Domonique Scull, peer associate at the career center, said although many of the internships may be related to business or engineering, the internships at the fair are not restricted to certain majors.
“We don’t limit the types of internships that they’re looking for,” Scull said. “If the companies want to be involved we let them be involved on a first-come, first-serve basis.”
Though many students turned out for the fair, internships can also be found in other places.
Junior and accounting major Jasmine Reliford found her internship through the UW College of Engineering. After interning for Boeing the summer before her freshman year, her perception of internships was far from ideal.
“It was a lot of punching in numbers and printing up invoices and mailing them out,” Reliford said. “So after that internship I was like, ‘I do not want to do anything like this ever again.’ For eight hours a day you’re punching in numbers and looking at a screen.”

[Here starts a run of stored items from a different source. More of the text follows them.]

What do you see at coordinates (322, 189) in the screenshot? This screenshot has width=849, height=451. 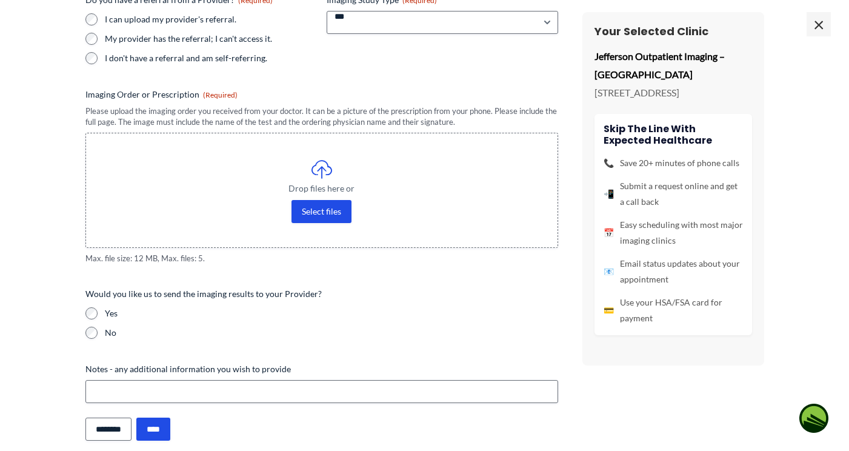 I see `span: Drop files here or` at bounding box center [322, 189].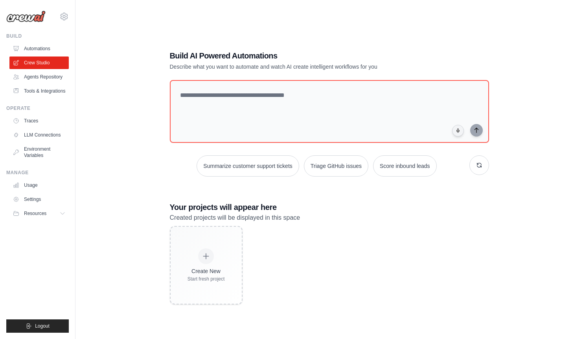 Image resolution: width=583 pixels, height=339 pixels. I want to click on img: Logo, so click(26, 17).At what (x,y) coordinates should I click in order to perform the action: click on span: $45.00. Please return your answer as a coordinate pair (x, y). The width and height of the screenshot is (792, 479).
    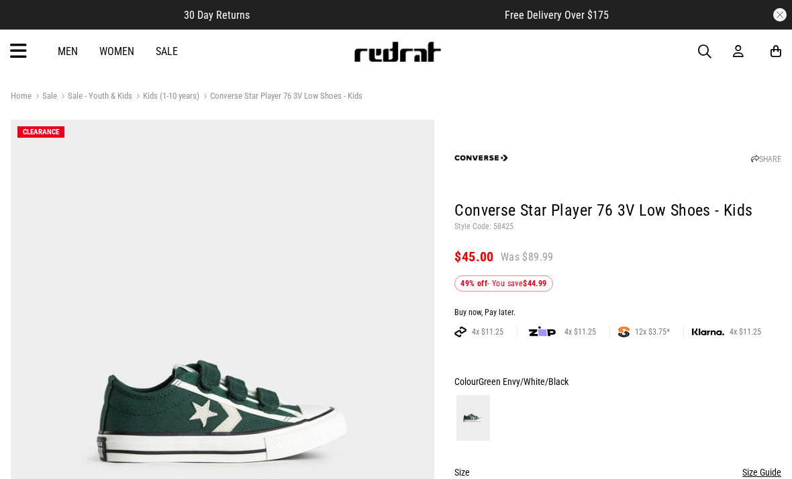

The next year she reluctantly accepted another summer internship at a large accounting firm and fell in love with the future she had always dreamed of having, she said.
At the Washington, D.C. branch, Reliford was able to sit in meetings with clients, compile contracts, and attend job shadows with the plethora of highly qualified individuals working for PricewaterhouseCoopers. After the experience, she fully advocated internships to all her colleagues.
“I’ll be sitting in accounting class and be like, ‘I totally worked with something like this in my internship,’” Reliford said, “and the fact that I get that to put it into perspective gives me such a bigger advantage compared to the others — because I have seen the end result because I have worked it in a professional setting.”
Both Peven and Reliford had both beneficial and less-than-satisfactory internship experiences. Regardless, they both feel the internship experience is a necessary one for any growing and ambitious college student.
“There are a ton of opportunities out there and [you need to] take advantage of as many of them as you can,” Peven said. “You’ll take away something no matter what you do from any work-related experience.”
Reach contributing writer Lizzie Tao at development@dailyuw.com.
CORRECTION: The article originally stated that Jasmine Reliford’s internship at Boeing was unpaid. Her internship, and all internships at Boeing, are paid.


Comments
Use the comment form below to begin a discussion about this content.